Lewis, who marched with the late Dr. Martin Luther King Jr., told the Judiciary Committee that the measure is still needed because while tactics such as subjecting African-Americans to poll taxes or tests may have changed since the 1960s, "there is not a change in will."

However, Michael Carvin, a lawyer who represented George W. Bush in the 2000 presidential vote recount in Florida, said the ability under Section 2 of the act to challenge voting discrimination in court meant there was no need for preclearance.

Carvin's view was with met with skepticism by others who testified Wednesday. Luz Urbaez Weinberg, a Republican city commissioner in Aventura, Fla., said, "Section 5 has no peer. I can't emphasize that enough."

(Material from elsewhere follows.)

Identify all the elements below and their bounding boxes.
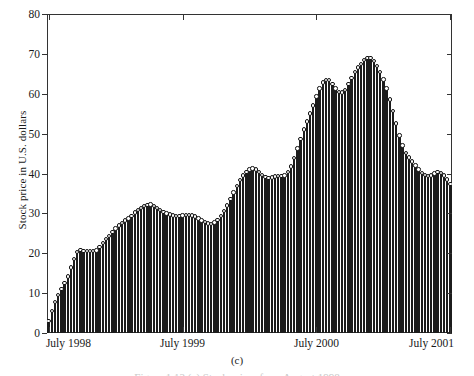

Rep. Jim Sensenbrenner, R-Wis., who chaired the House Judiciary Committee when he helped write the Voting Rights Act's 2006 reauthorization, chastised the Supreme Court for citing record African-American and Hispanic voter turnout in last year's presidential election as evidence that the Section 4 formula is outdated.

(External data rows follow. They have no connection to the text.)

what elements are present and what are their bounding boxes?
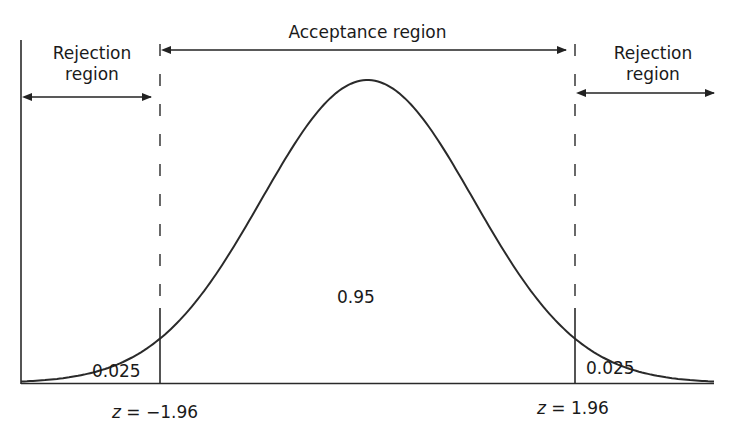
right-rejection-label: Rejection region bbox=[578, 43, 728, 85]
left-tail-area-label: 0.025 bbox=[92, 361, 141, 382]
right-z-variable: z bbox=[537, 398, 546, 418]
left-rejection-label-line1: Rejection bbox=[22, 43, 162, 64]
left-z-label: z = −1.96 bbox=[112, 402, 198, 423]
right-rejection-label-line1: Rejection bbox=[578, 43, 728, 64]
left-rejection-label: Rejection region bbox=[22, 43, 162, 85]
left-rejection-label-line2: region bbox=[22, 64, 162, 85]
center-area-label: 0.95 bbox=[337, 287, 375, 308]
right-tail-area-label: 0.025 bbox=[586, 358, 635, 379]
right-z-label: z = 1.96 bbox=[537, 398, 609, 419]
normal-curve bbox=[21, 80, 714, 382]
left-z-value: = −1.96 bbox=[121, 402, 198, 422]
acceptance-region-label: Acceptance region bbox=[160, 22, 575, 43]
left-z-variable: z bbox=[112, 402, 121, 422]
right-z-value: = 1.96 bbox=[546, 398, 609, 418]
right-rejection-label-line2: region bbox=[578, 64, 728, 85]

"I did not expect my career to include a third reauthorization of the Voting Rights Act, but I believe it is a necessary challenge," Sensenbrenner said in written testimony. "Voter discrimination still exists, and our progress towards equality should not be mistaken for a final victory."

Several lawmakers have questioned whether Congress is up to the challenge of fixing Section 4, given the hyper-partisan atmosphere on Capitol Hill.

Sensenbrenner said lawmakers didn't have a choice, given the Supreme Court's action.

"This is going to be a much more difficult thing to do than the reauthorization in 2006," he said after testifying. "I feel that we have to take the time to do it right, because if we don't do it right the court either strikes it down again or Congress will not reauthorize it. That will be the last chance we get."